Kenya's behaviour in the Kismayo region and its involvement in undermining the Somali government have alienated most Somalis. Furthermore, the regime in Mogadishu has very few resources and the capacity to force the Kenyan forces out of the country. The African Union and IGAD appear to have no desire to push Kenya to cede the region to the government in Mogadishu, and as the stalemate continues it has become another political distraction and a source of instability in the country.

Most Somalis originally thought Kenya had been a benign neighbour since the collapse of the Somali state in 1991, but Somali feelings have hardened since the occupations and consider Kenya as a hostile government. Unfortunately, the terrorist group, al-Shabab, wants to exploit these legitimate Somali grievances against the government of Kenya. But most Somalis loathe what al-Shabab stands for and the atrocities it has visited on innocent people in Kenya, Somalia and others in the region. Steps forward

Given this, what must then be done to turn this tragedy into a victory for Somalis and Kenyans?

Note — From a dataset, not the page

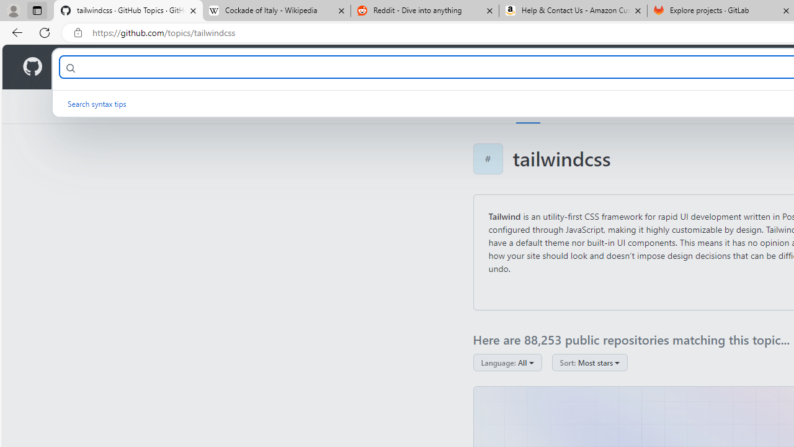 The height and width of the screenshot is (447, 794). I want to click on Product, so click(81, 67).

First, all of us must tend to the injured and those families who lost their loved ones. Second, since al-Shabab's main operations base is in Somalia, and since it has inflicted the greatest damage to ordinary Somalis, the international community should understand that the terror group must be defeated in that country. To do so, the EU and the US who support AMISOM must appreciate that only a professional and well-resourced Somali security force will drive alShabab into the sea. Consequently, they can divert half of AMISOM's budget to this endeavor.

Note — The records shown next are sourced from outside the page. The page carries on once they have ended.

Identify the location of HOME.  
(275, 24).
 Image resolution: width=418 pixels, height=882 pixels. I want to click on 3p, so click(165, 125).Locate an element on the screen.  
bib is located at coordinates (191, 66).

Third, Kenyan President Kenyatta and his government must heed legitimate Somali grievances against the occupation and urgently work with the Somali government and withdraw its troops from southern Somalia. Finally, the Somali government and particularly its top leadership should wake up to the fact that they have failed to inspire the Somali people and move them into massive civic mobilisation that will be the most effective defense against alShabab.

Such an engagement of the citizens will also be a fantastic boon for Somalia's reconstruction. If the international community and leadership in the region go back to business as usual then the victims of al-Shabab's terror will endure a second death.


"Are the terrorists of al-Shabaab about to tear Kenya in two?"

Murithi Mutiga in Nairobi, The Guardian / Observer, April 4, 2015

http://tinyurl.com/k55mn8r

"Since colonial times the east African country's north-east has been politically and economically disenfranchised. The killing of 148 people last week was part of a fresh attempt by al-Shabaab militants to exploit this inequality, copying Boko Haram's success on the other side of the continent."

[article provides historical background and current analysis on the situation of the north-east and on Kenyan government response.]


AfricaFocus Bulletin is an independent electronic publication providing reposted commentary and analysis on African issues, with a particular focus on U.S. and international policies. AfricaFocus Bulletin is edited by William Minter.